When I asked when does night float start I meant what time does the shift start?
Start 6pm signout in the afternoon and then start morning signout at 7am? Start signout at 5pm and 7am? Start 8pm signout and 7am? Any program already adjusting hours/shifts so a 24hr call can be done on wards since the intern hour restriction is gone?

In terms of extra paperwork I understand addendums are viewed that way. Having seniors (2/3) write something I think is relevant simply b/c some point quickly in the future having 20-30 or more depending on your hospitalist group all at once is a shock once the trainee support is gone. Having senior write notes on those the subi covers would also achieve that goal. No one likes to write notes but end of day that's as apart of medicine as your stethoscope and it is a skill that needs to be developed and expanded like everything else. How does a (2/3) improve their medical/legal verbiage if again they never really write a note or possibly anything after intern year was my thought and concern.
 
Many of these questions will vary slightly or greatly from program to program.
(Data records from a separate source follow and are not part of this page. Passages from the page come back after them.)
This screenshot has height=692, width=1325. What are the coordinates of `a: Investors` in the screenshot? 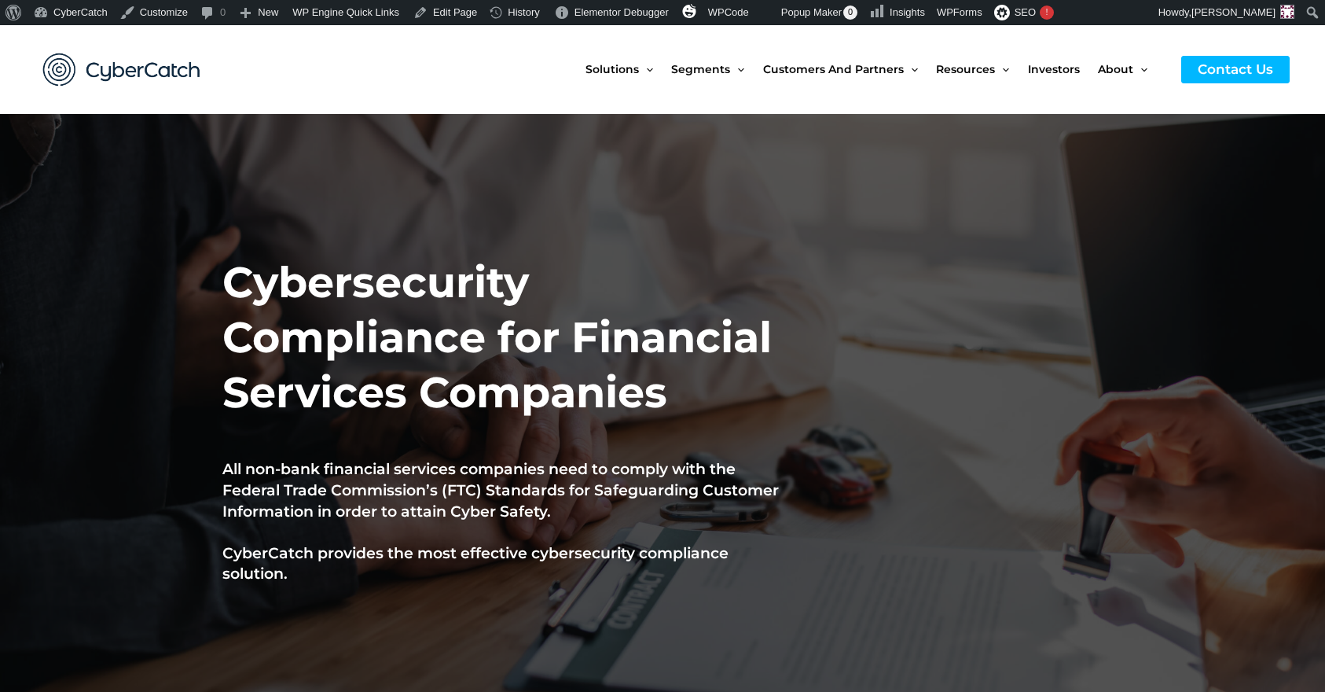 It's located at (1063, 69).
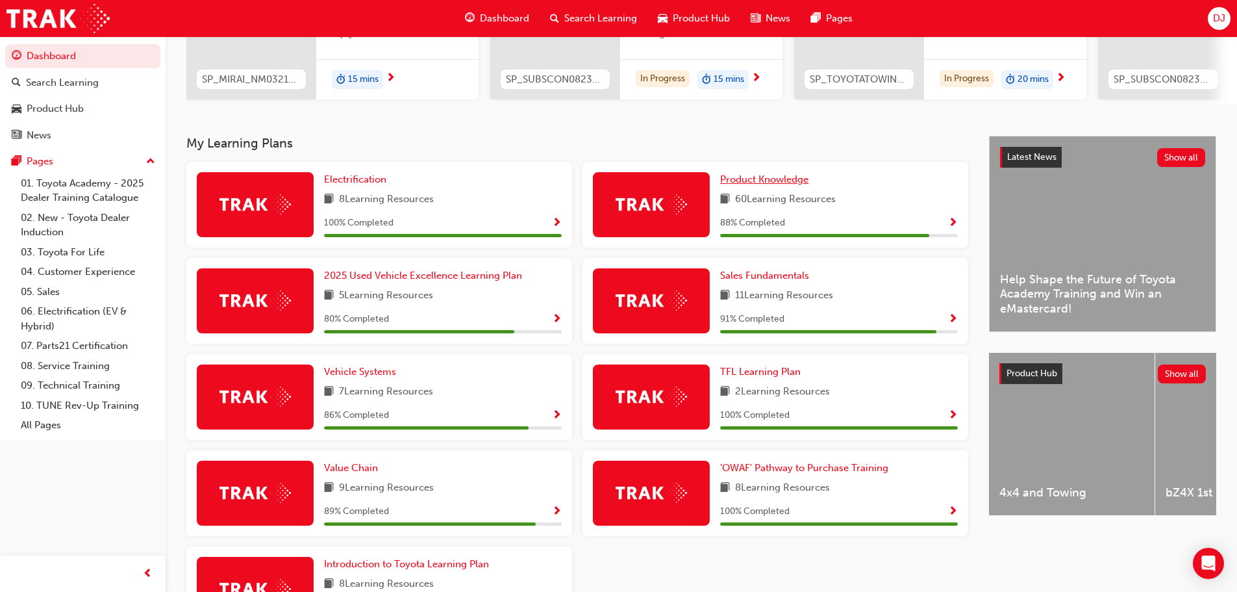 The image size is (1237, 592). I want to click on span: 4x4 and Towing, so click(1072, 492).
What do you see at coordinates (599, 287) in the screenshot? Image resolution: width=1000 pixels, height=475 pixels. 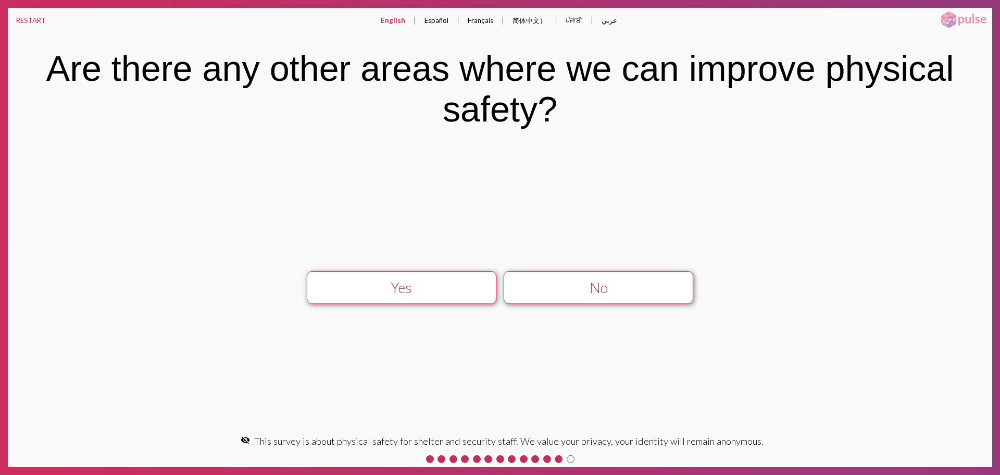 I see `div: No` at bounding box center [599, 287].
PGY- 1 write all daily progress notes - yes.
PGY-2/3 also write addendums to intern notes? - not in my program.
PGY-1 write all orders in EMR? - they should, with senior supervision either directly or indirectly. I always check my interns' orders.
PGY-1 write all discharge summaries? - in my program, yes.
PGY 2/3- review discharge summaries only? - attending reviews them. I'll review the first several and give feedback until they get the hang of it.
PGY-1 see all new patients and write the H and P and discuss with attending? - intern discusses patient with senior. Depending on time of day/availability of attending or complexity of patient, may or may not discuss with attending until next morning on rounds.
PGY 2/3 their for the discussion, they don't write their own note or addendum on new H and P unless no intern available? - intern writes the note.
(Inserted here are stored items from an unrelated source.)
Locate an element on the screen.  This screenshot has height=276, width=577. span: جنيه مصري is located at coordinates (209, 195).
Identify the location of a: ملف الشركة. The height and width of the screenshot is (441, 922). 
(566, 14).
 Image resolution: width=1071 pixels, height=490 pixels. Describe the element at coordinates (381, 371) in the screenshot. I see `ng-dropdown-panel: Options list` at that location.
PGY-1 handle medical students- assign them patients to see, review their notes, teach? - interns can certainly teach and review med student notes, but the senior is the one overseeing the students, teaching them, and assigning patients.
PGY-2/3 there for supervision? - yes

PGY-1 presents all cases at morning report. PGY-2/3 never do morning report? May/should attend. Residents of all levels do case presentations at my program.

Sorry I wasn't clear.

When I asked when does night float start I meant what time does the shift start?
Start 6pm signout in the afternoon and then start morning signout at 7am? Start signout at 5pm and 7am? Start 8pm signout and 7am? Any program already adjusting hours/shifts so a 24hr call can be done on wards since the intern hour restriction is gone?

In terms of extra paperwork I understand addendums are viewed that way. Having seniors (2/3) write something I think is relevant simply b/c some point quickly in the future having 20-30 or more depending on your hospitalist group all at once is a shock once the trainee support is gone. Having senior write notes on those the subi covers would also achieve that goal. No one likes to write notes but end of day that's as apart of medicine as your stethoscope and it is a skill that needs to be developed and expanded like everything else. How does a (2/3) improve their medical/legal verbiage if again they never really write a note or possibly anything after intern year was my thought and concern.

Our night float is 7-7. There's a senior and an intern doing a 24 every week that gives the night team their night off.

I still write plenty of notes as a senior. You're not always on wards and you don't always have an intern under you, especially on electives. For wards, I write addendums to the sub-I notes, I do a couple H&Ps on night float if we have a lot of admissions, I have my continuity clinic every week. You never stop writing notes.